Hedging Question

II have ended up with a portfolio beta of 0.1-..2.this makes finding a hedge insanely difficult. SPLV at $36.08 and beta 0.77 which I round up to 0.8 means each straddle insurance policy comes in lumps of 14,400 to 28,800 or maybe worse since I round up my own Beta as well and the range is -.23 -+.27, which I listed as -.2-+.3 so my dollar cost average is likely to be off to the downside. Also as you may have noted I rounded down coverage.

Any safety plays to avoid insuring my positions at more than double value?

Short SPY.
 
it depends; it could have been a good trade at the time, and could now be dollar cost averaging for that position on a good deal on any retracemtent.

or,

it could be a bad trade that is in the red and hope to salvage that trade with a hedge on a good deal on any retracement, instead of dumping the position and taking that loss, sooner rather than later.
 
Do you know that the majority of returns in all capital markets over the past 100 or more years have been he result of reinvestment of returns? The purpose of hedging is to reduce the size and frequency of losses, not to get more gains.
 
Do you know that the majority of returns in all capital markets over the past 100 or more years have been he result of reinvestment of returns? The purpose of hedging is to reduce the size and frequency of losses, not to get more gains.
yes; but, why not set "lofty goals" even we "miss the mark".
A bear market is defined as 20+% down to get to 80% of original investment and it happens fast. Gains tend to be slower generally 7.4% or slightly over 3 years to get back to even. with the range over the past 100 years from as little as three months to more than two decades. Do what you want to do but the bookie always wins his PC so I prefer to be the bookie.
 
i agree that it depends on what the markets will bear at any given time.

however, we are just discussing hedging options.

What about a scenario where the hedge is also long but in a different market or commodity?
 
i agree that it depends on what the markets will bear at any given time.

however, we are just discussing hedging options.

What about a scenario where the hedge is also long but in a different market or commodity?
that does work. KMI and PAA are pure play pipeline companies, there are various pipeline service companies (many of which I have positions in), royalty trusts that have capitalized the owner's royalties and many low debt wildcatters (many of which I have positions in) that are picking up adjacent fields dirt cheap from the creditors of the high debt wildcatters.

What is being ignored is that these 4 types of investment are being priced at different discounted marginal costs of energy that range from $2-60/bbl and that $2/bbl figure reflects the price of Natural Gas in PA from fields serviced by pipelines. The prices of KMI and PAA reflect the prices for crude but not NG. The natural gas is not worth enough to ship without pipelines and all fields have some. There are all sorts of interesting possibilities, ten by my count, to play the confusion about future energy prices.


● **Exercise details**
Write out exactly the lines from the one with "Describe the element" through the last line of the data below, but not the pictures.

● **Dataset extract**
....

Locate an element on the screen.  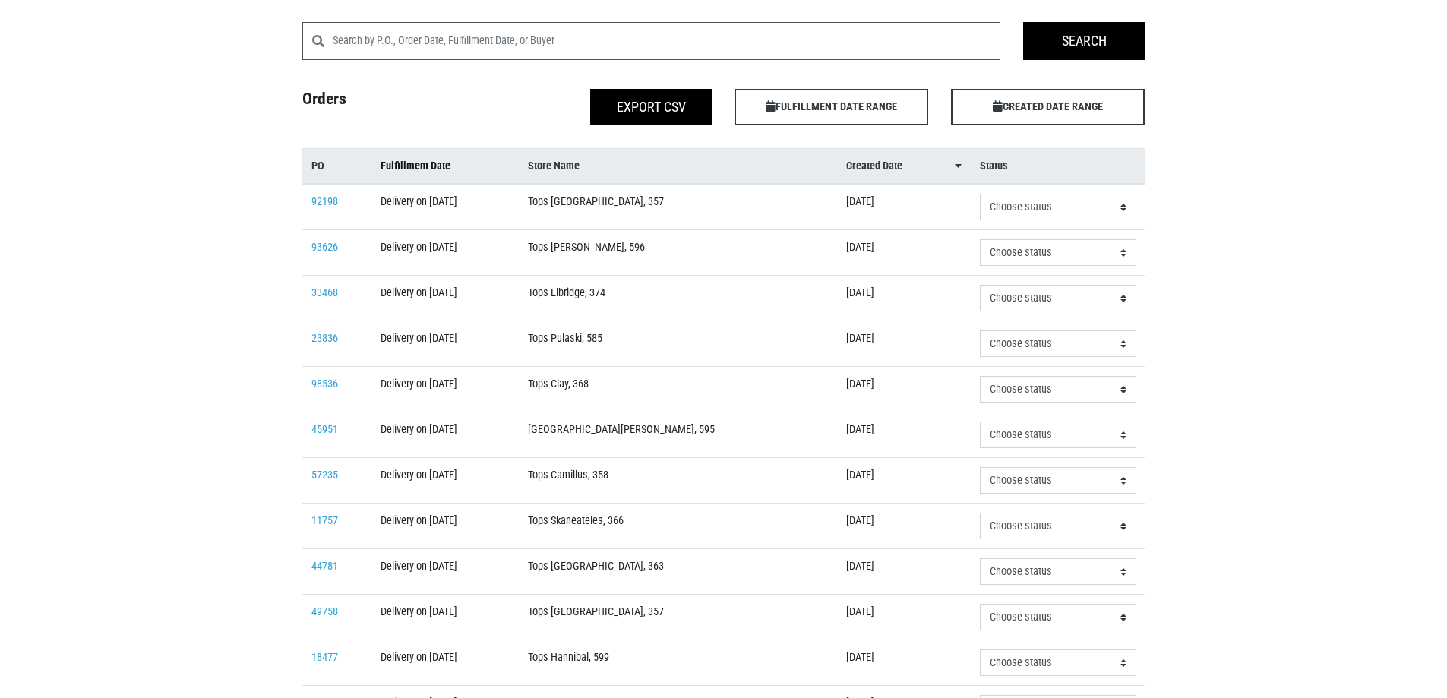
td: Tops Hannibal, 599 is located at coordinates (677, 663).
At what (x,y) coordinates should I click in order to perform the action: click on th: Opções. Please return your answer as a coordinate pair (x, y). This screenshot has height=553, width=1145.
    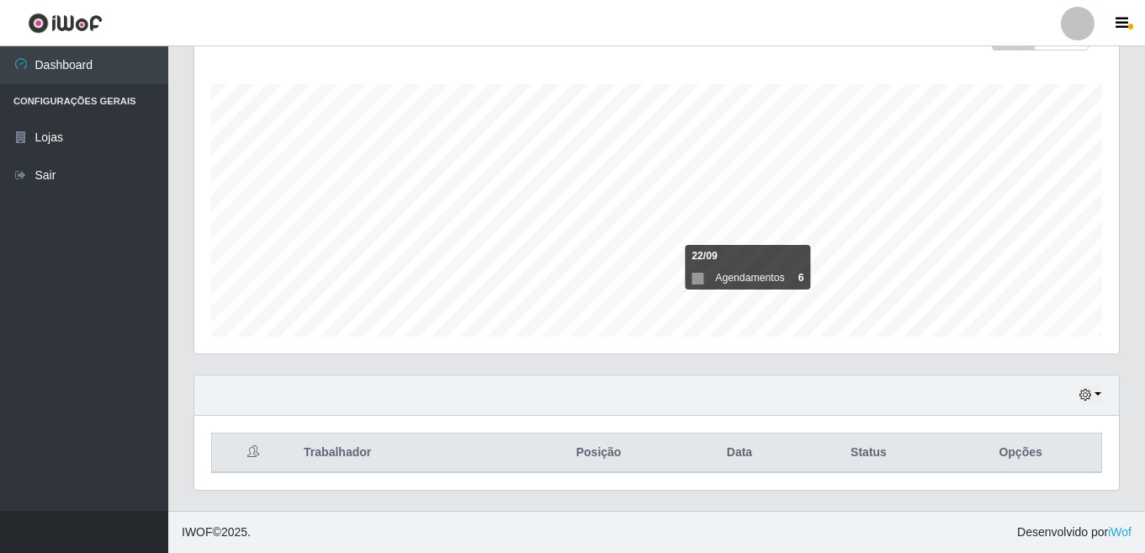
    Looking at the image, I should click on (1021, 453).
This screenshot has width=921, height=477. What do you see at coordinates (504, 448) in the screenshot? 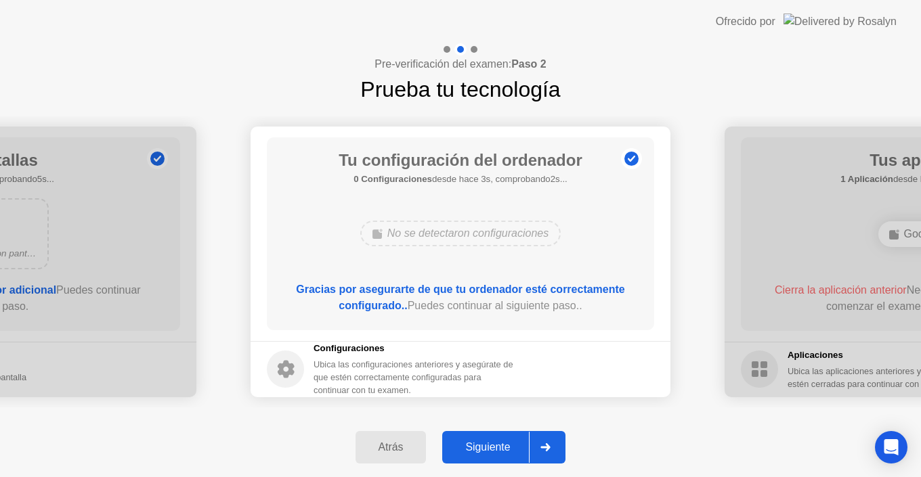
I see `button: Siguiente` at bounding box center [504, 448].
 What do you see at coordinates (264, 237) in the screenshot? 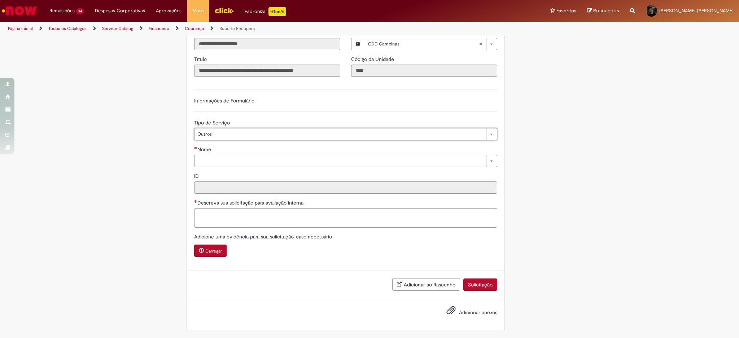
I see `span: Adicione uma evidência para sua solicitação, caso necessário.` at bounding box center [264, 237].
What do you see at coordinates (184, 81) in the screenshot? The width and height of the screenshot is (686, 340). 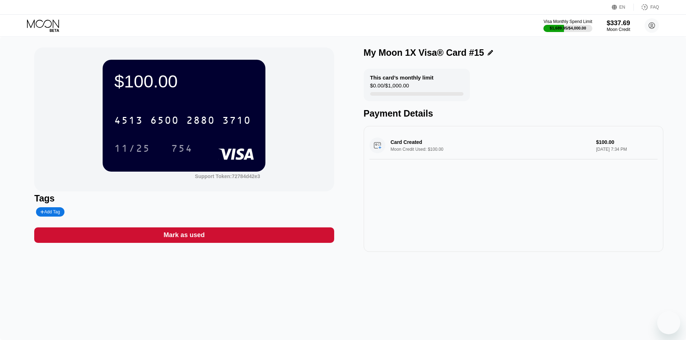 I see `div: $100.00` at bounding box center [184, 81].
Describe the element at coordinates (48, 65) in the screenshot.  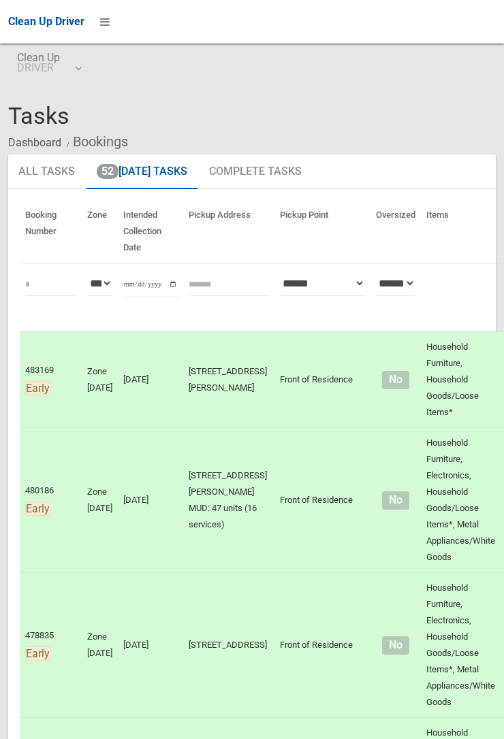
I see `a: Clean UpDRIVER` at that location.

....

● **Response to this task**
Describe the element at coordinates (48, 65) in the screenshot.  
I see `a: Clean UpDRIVER` at that location.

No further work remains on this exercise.